Recently, Valve (makers of Half-Life) published their employee handbook on the web. It’s a delightful read, but the striking thing to me is how similar GitHub’s model is to theirs. In particular this section resonated with me.
Hierarchy is great for maintaining predictability and repeatability. It simplifies planning and makes it easier to control a large group of people from the top down, which is why military organizations rely on it so heavily.
But when you’re an entertainment company that’s spent the last decade going out of its way to recruit the most intelligent, innovative, talented people on Earth, telling them to sit at a desk and do what they’re told obliterates 99 percent of their value.
I think you can replace “an entertainment company” with “a company in a creative industry.” Writing software is a creative process. Your job is not to write the same line of code over and over again. It’s always creating something that’s never existed before.
Ok, so Valve has around 300 employees. But what about a “large” company?
Gore (makers of Gore-Tex) is a company of 8,500 “associates” that works without managers as well. So apparently this model can scale much larger than we are today.
On a Personal Note
I can pinpoint the moment that was the start of this journey to GitHub, I didn’t know it at the time. It was when I watched the RSA Animate video of Dan Pink’s talk on The surprising truth about what really motivates us. Hint: It’s not more money.
That talk profoundly affected me. I started bringing it up at work every chance I could get. Yes, I was the guy that just wouldn’t shut up about it.

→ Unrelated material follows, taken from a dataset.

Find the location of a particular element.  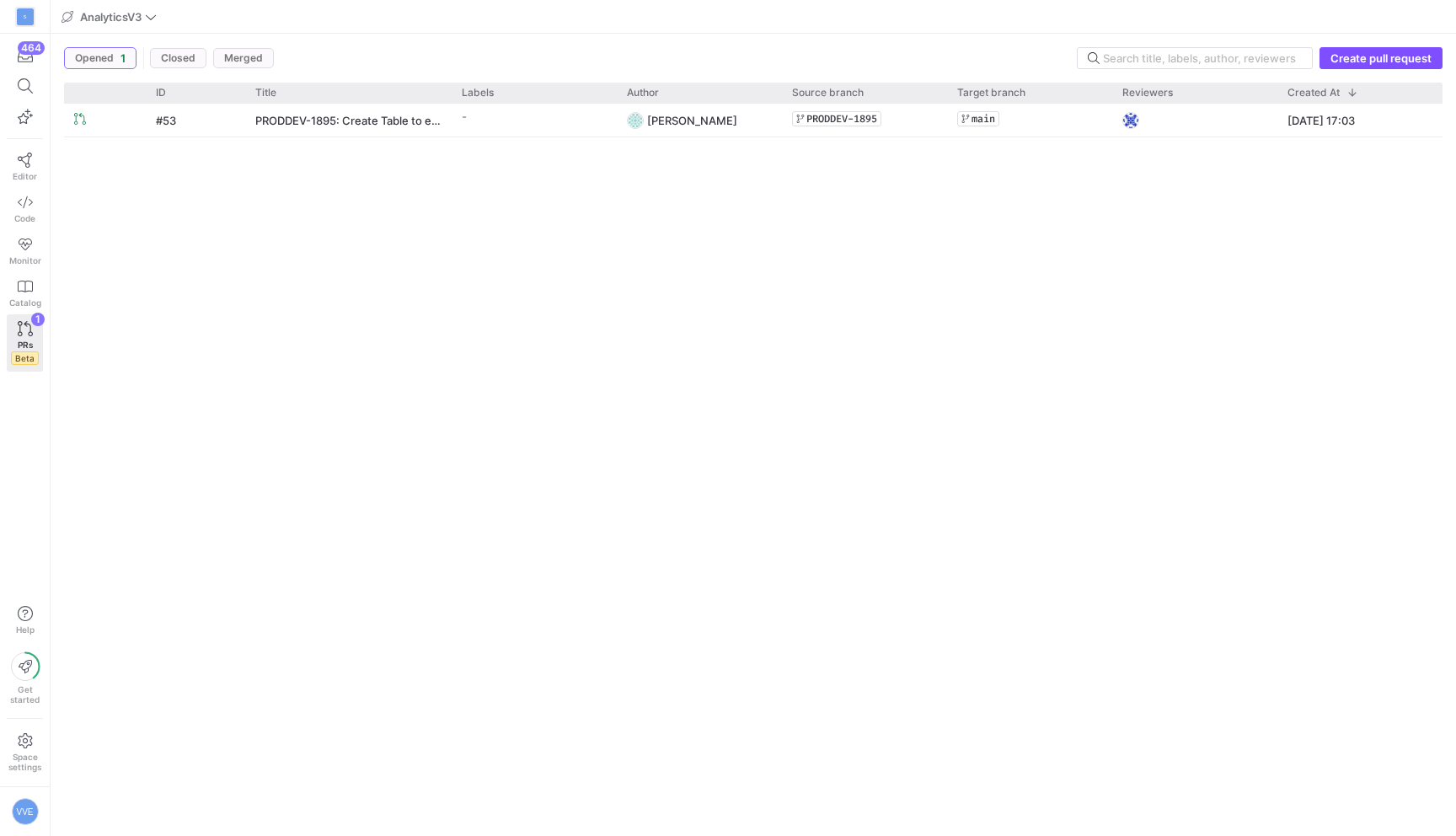

a: Monitor is located at coordinates (24, 251).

As I reflected on it, I realized it’s so common to spend so much effort and time trying to climb that ladder and earn more pay just because it’s there! I stopped to ask myself. Why? At what cost? Why am I using a ladder when I can take the stairs? Am I stretching this ladder metaphor too far? You know, the big questions.
I later read Zach Holman’s series How GitHub Works and realized that GitHub embodies the key principles that Dan Pink mentioned. That inspired me to try and figure out a way I could add value to GitHub. Before long, I started growing these tentacles and joined GitHub.

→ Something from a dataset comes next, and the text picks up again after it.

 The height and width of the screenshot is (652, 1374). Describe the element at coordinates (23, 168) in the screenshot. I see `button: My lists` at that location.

After a year at GitHub, I’ve noticed is that I’m much less stressed out now, much healthier, and spend a lot more time with the wife and kids than I used to.
A big part of this is due to the family friendly and balanced work environment that GitHub’s approach results in. I still work a lot. After all, I love to code. But I also spend more of my work time actually, you know, working rather than paying “work tax.” Jason Fried of 37 signals has a great TEDx talk entitled Why work doesn’t happen at work.
That's kind of bad. But what's even worse is the thing that managers do most of all, which is call meetings. And meetings are just toxic, terrible, poisonous things during the day at work. We all know this to be true, and you would never see a spontaneous meeting called by employees. It doesn't work that way.
The Year Ahead
I’m really excited to see what the next year has in store for me and GitHub. I’ve had the great pleasure to ship GitHub for Windows with my team and talk about it, along with GitHub, NuGet, and Git, at various conferences. I’ve met so many great people who love what we do, and folks who’s work I admire. It’s been a lot of fun this past year!
I’m looking forward to continuing to ship software and speak at a few conferences here and there on whatever people want to hear in the upcoming year.
Before anyone gets their underparts in a tussle, I’m not trying to say every company should be exactly like GitHub. Or that GitHub is perfect and what we do is right for every person or every company. I’m not making that claim. But I do believe many of these ideas can benefit more software companies than not. Every company is different and your mileage may vary.
But wherever you are, I hope you’re working at a place that values you and provides an environment where you can do great work and be happy and balanced. And if not, think about finding such a place, whether it’s at GitHub or elsewhere.